In October 1846, Colonel Alexander W. Doniphan of the First Regiment Mounted Missouri Volunteers was ordered by United States Army General Stephen W. Kearney to rendezvous with General John E. Wool inside Mexico at the city of Chihuahua. En route to this objective, Doniphan's regiment encountered Mexican forces, leading to the engagement at El Brazito on December 25, 1846.
The battle occurred approximately thirty miles from El Paso del Norte and about 9 miles south of Las Cruces, New Mexico, at Bracito on the Rio Grande. Doniphan had halted his men's march at 1 pm on Christmas Day when they spotted a dust cloud indicating a Mexican scouting party to the south. The Mexican force was commanded by Major Antonio Ponce de Leon and consisted of three components: the Chihuahua infantry on the left, the El Paso militia with a howitzer in the center, and the Veracruz lancers on the right. Before the engagement, the Mexican commander demanded the Americans surrender, to which Colonel Doniphan responded with the order, "Charge and be damned!"
The battle represented a significant encounter during the Mexican-American War as American forces under Doniphan continued their campaign toward Chihuahua to link up with General John E. Wool's forces. This engagement demonstrated the effectiveness of American forces in combat operations deep within Mexican territory during the broader conflict.
The Mexican-American War (1846–1848) grew from the annexation of Texas (1845) and a disputed border between Texas and Mexico at the Rio Grande. President James K. Polk ordered US troops under General Zachary Taylor into the contested zone; after a skirmish that killed American soldiers, Congress declared war in May 1846. US forces won a series of engagements — Palo Alto, Monterrey, Buena Vista — before General Winfield Scott led an amphibious landing at Veracruz and an overland campaign to Mexico City, which fell in September 1847. The Treaty of Guadalupe Hidalgo (February 1848) transferred California, Nevada, Utah, most of Arizona and New Mexico, and parts of Colorado and Wyoming to the United States in exchange for $15 million and assumption of $3.25 million in claims — roughly 525,000 square miles, a 67 percent expansion of US territory. The war's outcome immediately reopened the slavery question: the Wilmot Proviso, debated throughout the war, proposed banning slavery from any territory acquired from Mexico, foreshadowing the sectional crisis of the 1850s.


# [TASK DESCRIPTION]
Without including any pictures, write out all the records word for word.

Items from a dataset:

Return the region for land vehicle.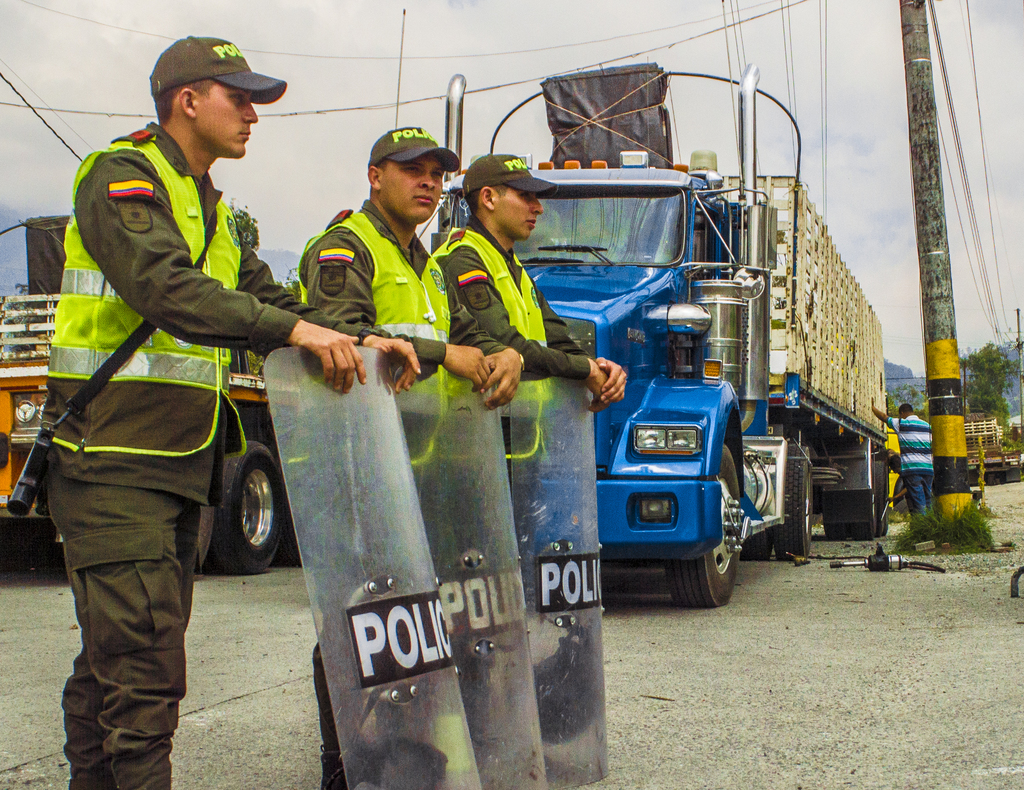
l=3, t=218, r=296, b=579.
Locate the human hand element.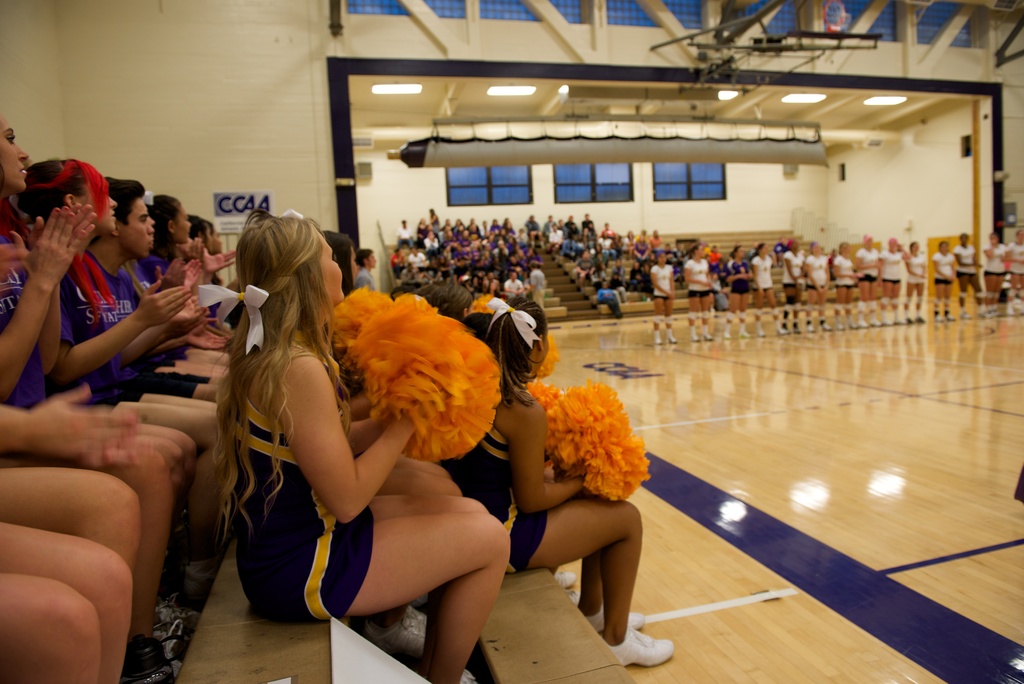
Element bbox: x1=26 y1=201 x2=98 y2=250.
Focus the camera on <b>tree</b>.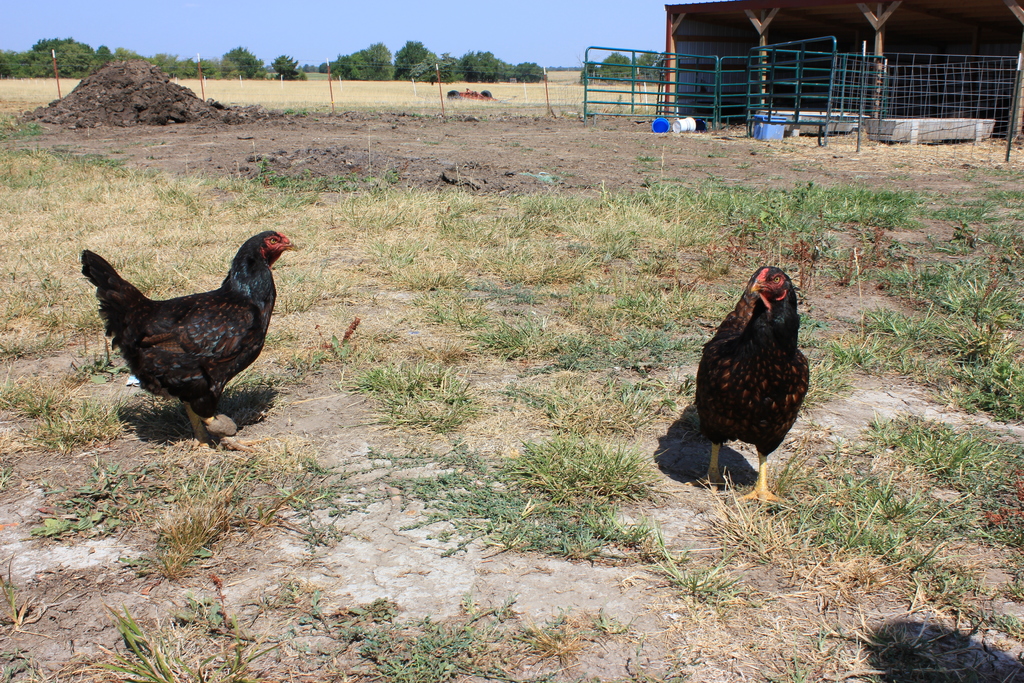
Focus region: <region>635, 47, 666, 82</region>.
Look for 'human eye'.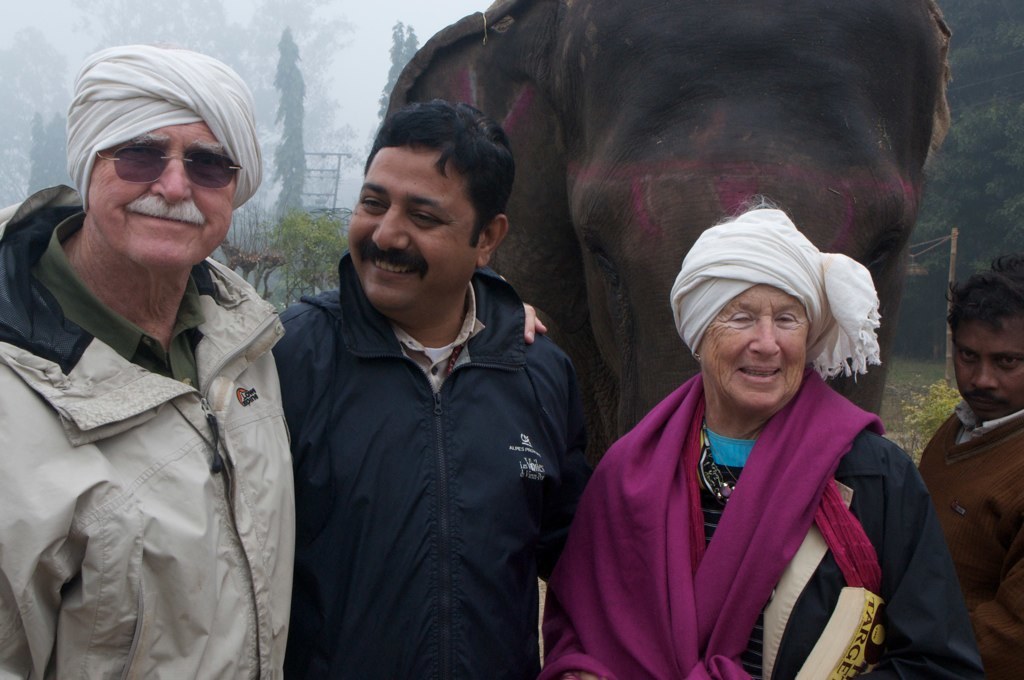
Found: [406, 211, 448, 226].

# [TASK RESPONSE]
Return the region for land vehicle.
l=3, t=218, r=296, b=579.
Locate the human hand element.
Element bbox: x1=26 y1=201 x2=98 y2=250.
Focus the camera on <b>tree</b>.
Focus region: <region>635, 47, 666, 82</region>.
Look for 'human eye'.
Found: [406, 211, 448, 226].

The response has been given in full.